Andrew Gimson talks to Alistair Cooke, the godfather of the Cameroons, about Dave’s temperament and Hilton’s penchant for ponchos
As David Cameron solicits approval for deep spending cuts, he has assured the public: ‘We’re not doing this because we want to, we’re not driven by some theory or ideology.’ Cameron remains very anxious not to be taken for a closet Thatcherite, who beneath the cloak of necessity is pursuing ideological politics. If the Prime Minister wished to make a properly Tory case for cutting himself free from an outdated programme, he could do worse than turn to Alistair Cooke, who played a part in the political education of most of the Tory authors of the coalition government. When I visited Cooke at the end of last week, I found him in his library, which apart from a profusion of books about the politics of the last two centuries, is also adorned by about 50 likenesses of Disraeli, and between 20 and 30 of Lord Salisbury. Cooke at once quoted Lord Salisbury, perhaps the greatest of Tory prime ministers, explaining what Cameron has done: ‘Principles should last as long as the circumstances that gave rise to them.’

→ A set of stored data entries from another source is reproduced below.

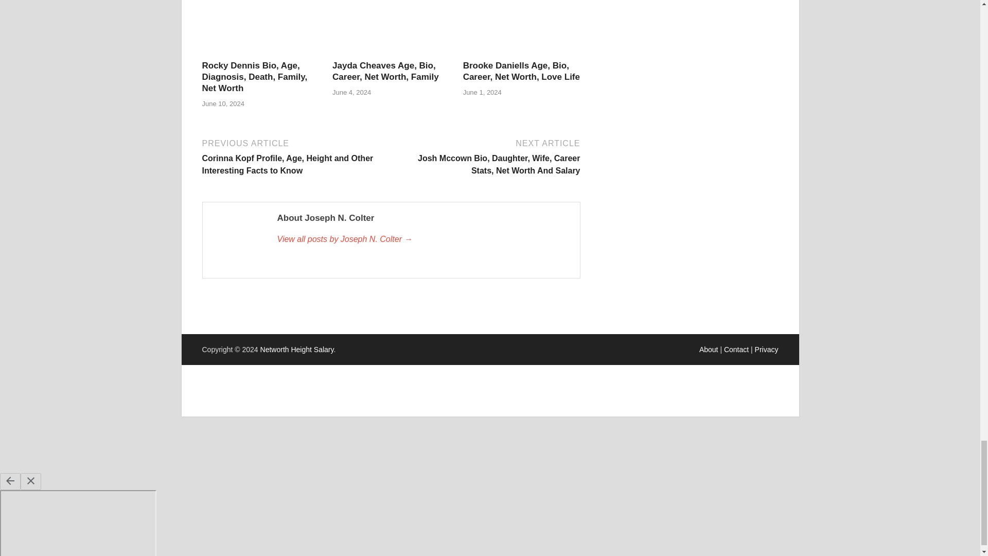  I want to click on Rocky Dennis Bio, Age, Diagnosis, Death, Family, Net Worth, so click(254, 77).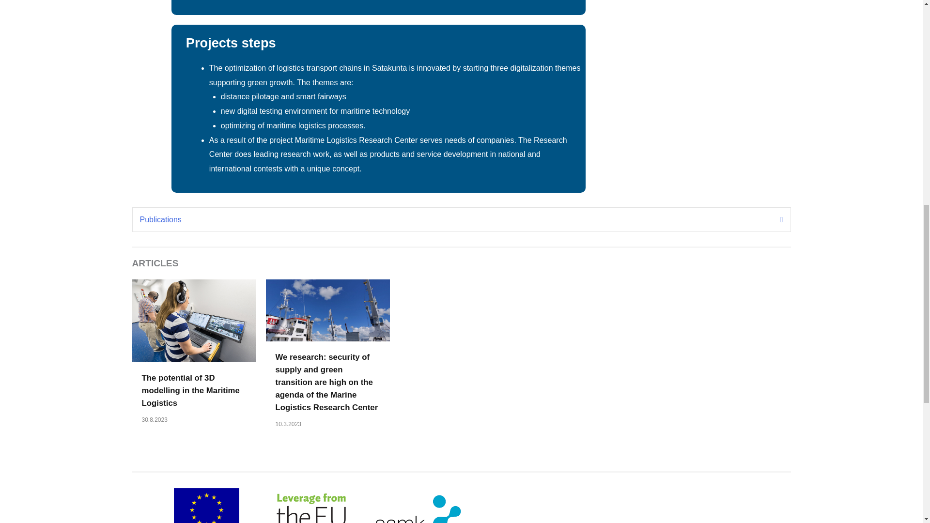  Describe the element at coordinates (774, 219) in the screenshot. I see `Expand` at that location.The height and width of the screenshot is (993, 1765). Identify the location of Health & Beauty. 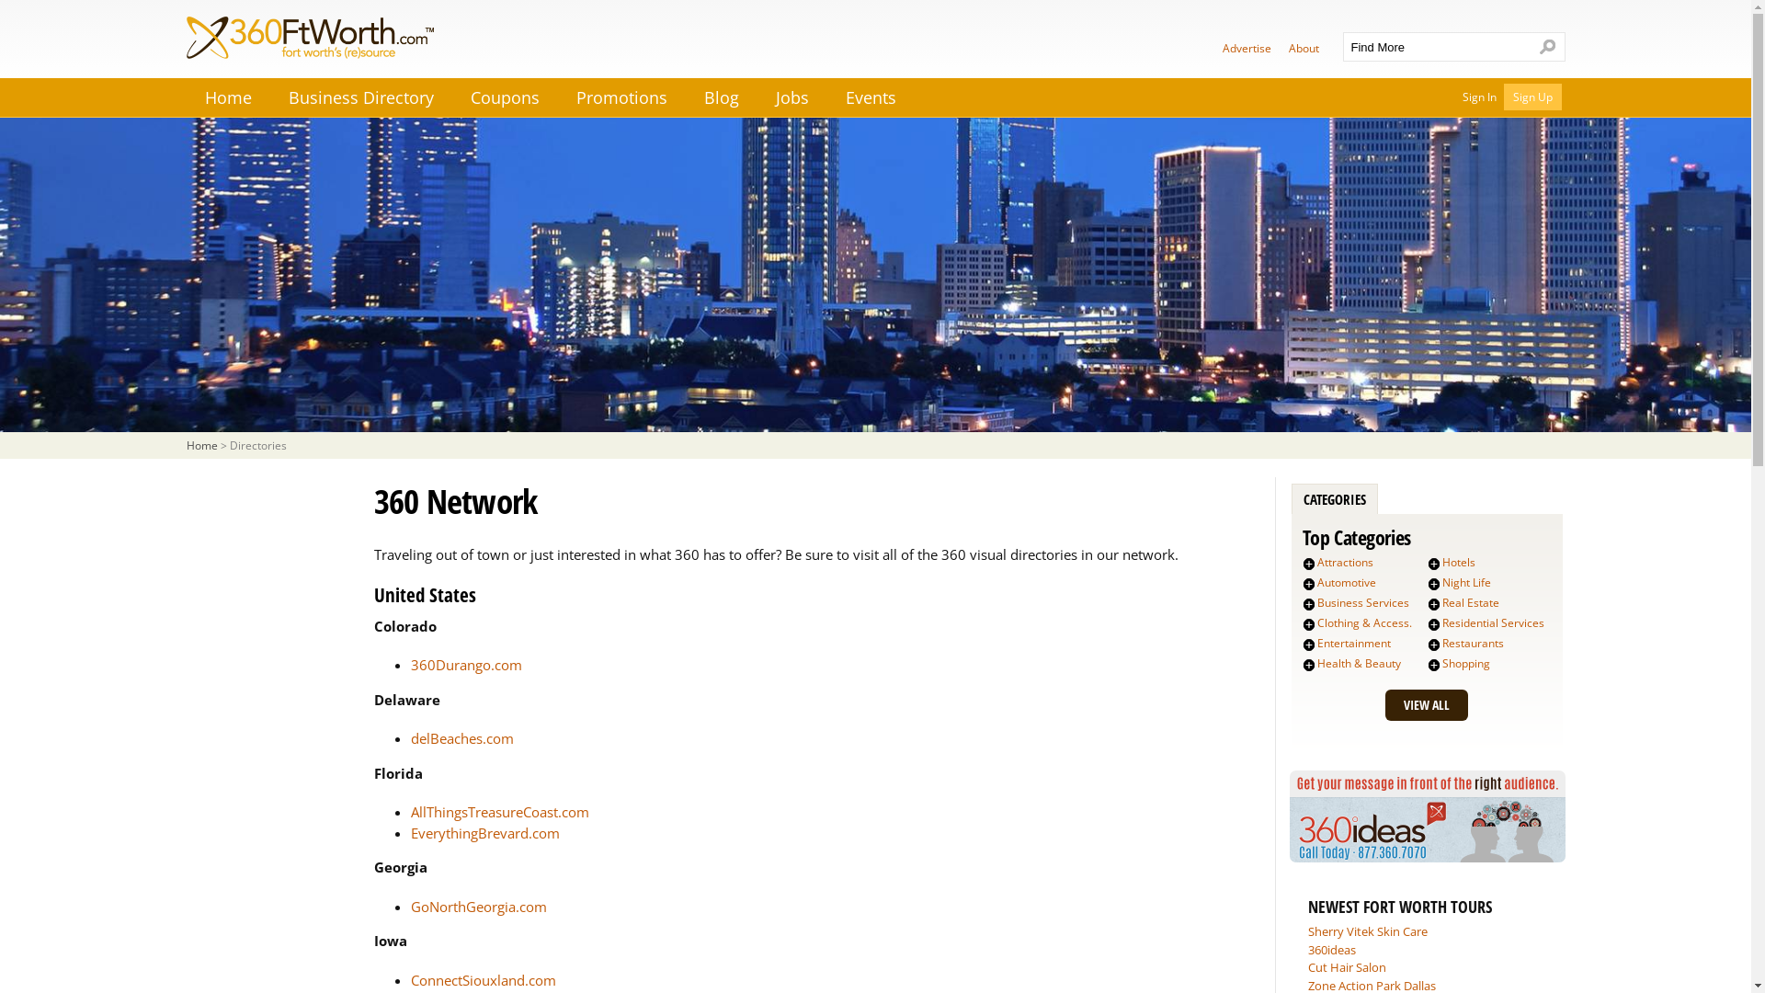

Although by training an academic historian, Cooke spent the greater part of his career in the Conservative Research Department, where as deputy director he was one of the people responsible for hiring Cameron straight from Oxford. The essential task of the research department is not in the slightest bit intellectual. It is to draft, often under pressure of time and from unpromising raw materials, a stream of clear and accurate pamphlets, briefing papers and campaign guides, which make as powerfully as possible, without tipping into mendacity, the case for whatever policies the Conservative party happens at that point to be pursuing. Cooke, who on reaching his 65th birthday has just retired after editing millions of words of this stuff, has probably done more than anyone now alive to save the Tory party from sounding illiterate.